The geneticist and the historian

MIGUEL BOYAYANFrota-Pessoa, a shaper of generationsMIGUEL BOYAYAN

Researcher, doctor, teacher, promoter of science, policy maker for the teaching of science and, above all, a person who formed several generations of Brazilian geneticists, Oswaldo Frota-Pessoa died in São Paulo on March 24, six days before his 93rd birthday. Frota was professor emeritus at the Institute of Biosciences, at the University of São Paulo (IB / USP) and a human and medical genetics pioneer in Brazil. He left three children.

Born in Rio de Janeiro, the geneticist graduated in natural history from the School of Sciences of the Federal District University in 1938 and from the School of Medicine of the University of Brazil (now the Federal University of Rio de Janeiro) in 1941. For 20 years, he taught biology in public high schools in Rio de Janeiro.

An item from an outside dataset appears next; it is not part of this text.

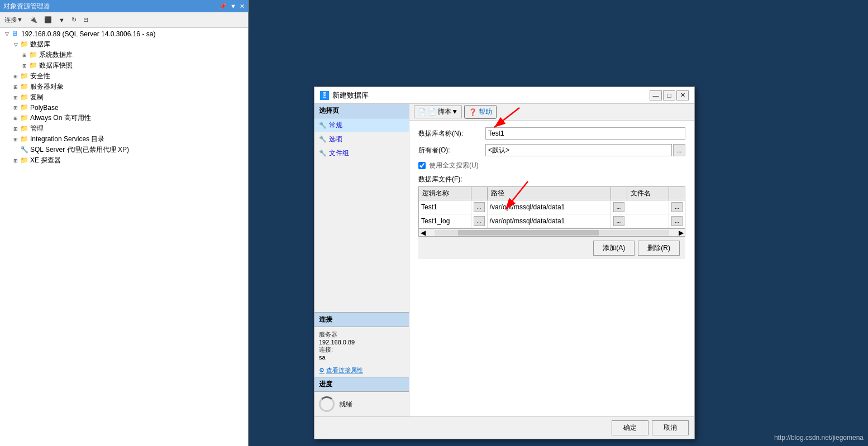 The image size is (868, 446). Describe the element at coordinates (362, 346) in the screenshot. I see `connection-info: 服务器 192.168.0.89 连接: sa` at that location.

In the 1940s, Frota-Pessoa began collaborating with the USP genetics group, led by André Dreyfus, one of those responsible for bringing Theodosius Dobzhansky to Brazil, the person who introduced the study of drosophila (fruit fly) genetics in the country. In the 1950s, he was a fellow at the Rockefeller Foundation in Dobzhansky’s laboratory at the University of Columbia in New York and worked in Washington, at the Organization of American States. During this period, he wrote the book Biologia na Escola Secundária [Secondary School Biology] at the request of the Brazilian Ministry of Education. Upon returning to Brazil in 1958, he went to USP.

This was when Frota studied a town in Goiás where there were many families with deaf-mute members and wrote his first work on human genetics. He then decided to set the fruit flies aside and plunge into the new area alongside Newton Freire-Maia, Francisco Salzano and Pedro Henrique Saldanha, all pioneers in human and medical genetics in Brazil. All of them helped shape generations of specialists, such as Mayana Zatz, from USP, who had the guidance of Frota-Pessoa.

“In the 1960s, Frota was invited by geneticist Crodowaldo Pavan to start a human and medical genetics service in the Department of Biology of IB / USP,” said Mayana in her blog. “In 2000, this service ended up becoming the Center for Human Genome Studies, supported by FAPESP, and the largest in Latin America.”

FFLCH / USPJancsó, whose career is to be celebrated in a bookFFLCH / USP

History
In March, Brazilian research suffered yet another loss, this time in the humanities. Historian István Jancsó, full professor of the Institute for Brazilian Studies and overall coordinator of the Brasiliana Project, died on the 23rd of  kidney failure. The Brasiliana Project is the depository of the José Mindlin book collection (see Page 42).

Born in Hungary and a history graduate of USP in 1963, Jancsó studied the problematics of national structures. Since 2004 he had been coordinating the project The formation of the Brazilian State and nation (1780-1850), funded by FAPESP. In addition to USP, Jancsó lectured at the Pontifical Catholic University of São Paulo, at the Federal University of Bahia and at the University of Nantes, in France. He was a full professor at the Fluminense Federal University. He was also the editor of the electronic history journal, Almanack Braziliense, and a member of the editorial committee of five specialist journals.

The life and intellectual path of the historian will be told in the book, Um historiador do Brazil, István Jancsó [István Jancsó, a historian of Brazil] in which Jancsó himself actively participated, according to Agência FAPESP. Authors Andrea Slemian, Marco Morel and André Micásio Lima collected statements from the historian over the past two years. The book is being printed.